It would appear to be some kind of misunderstanding, that inspired Gary Mitchell's similar action in "Where No Man Has Gone Before" - probably nobody told the director of the second pilot how to correctly interpret Spock's gesture in "The Cage".

After that they fixed it - unfortunately...

Bob
 
For what it's worth, QWERTY lives on in the alternate reality!
qwerty_trek.jpg
 
I think for a specific set of commands, such as showing a list of local starbases; in the same way you would select a menu option in word to create a mail merge then the idea of a console with a set of function buttons becomes useful. As soon as you're in a program with a specific function, then toolbar shortcuts can become your new keyboard.

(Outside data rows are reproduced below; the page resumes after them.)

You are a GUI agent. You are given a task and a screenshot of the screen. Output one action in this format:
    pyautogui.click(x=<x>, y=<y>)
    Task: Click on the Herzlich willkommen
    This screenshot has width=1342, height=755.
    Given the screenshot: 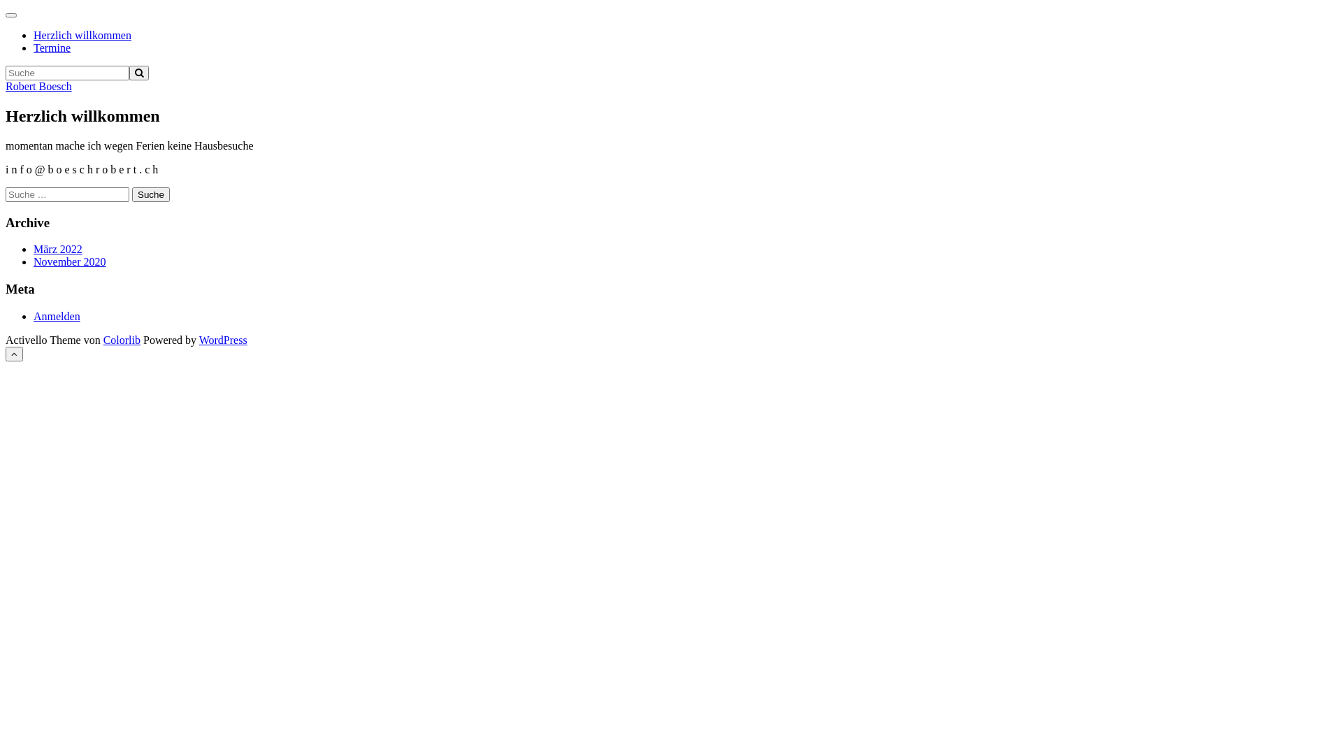 What is the action you would take?
    pyautogui.click(x=82, y=35)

Current computers serve more than one purpose, where a star trek terminal has a specific requirement. Also, the data on this planet isn't organised in a well enough fashion that we can provide a single form of interacting with it with what amounts to shortcuts.

As soon as information becomes uniformly organised (and the extremely unlikely concept that a computer has a requirement for a single set of tasks ) then we'll start seeing changes on a commercial scale.

But I still dain't think it'll happen...
 
I've cited a very convincing example just two posts above yours.
You misunderstand - I wanted to postulate a hypothetical situation where voice recognition (or, say, telepathic recognition) works with absolute perfection, come hell or high water or the noises of a newsroom. It now perfectly takes your dictation. What then?
Then we have fifteen people talking at the same time in the same tiny room, while trying to concentrate just enough to write complex articles, which by the way is not easy to do when you have to dictate them. It's not a matter of technology. It's a matter of being able to think.

I don't want the girl sitting next to me to know that I'm googling her. Or that I'm looking at pr0n. Or that I want to input to the computer while talking to someone else.

Im sure I can think of other instances when I'd want to type as opposed to voice input.
 
You misunderstand - I wanted to postulate a hypothetical situation where voice recognition (or, say, telepathic recognition) works with absolute perfection, come hell or high water or the noises of a newsroom. It now perfectly takes your dictation. What then?
Then we have fifteen people talking at the same time in the same tiny room, while trying to concentrate just enough to write complex articles, which by the way is not easy to do when you have to dictate them. It's not a matter of technology. It's a matter of being able to think.

I don't want the girl sitting next to me to know that I'm googling her. Or that I'm looking at pr0n. Or that I want to input to the computer while talking to someone else.

Im sure I can think of other instances when I'd want to type as opposed to voice input.
"Computer, Google that hot girl sitting three feet from me!"
*slap*
"Computer, Google remedies for cheek pain from slapping."
 
One of the problems with running everything off desktops is the death of control panels. If I had the money, I would love to scour junkyards for as many toggles and dials and buttons as I could find.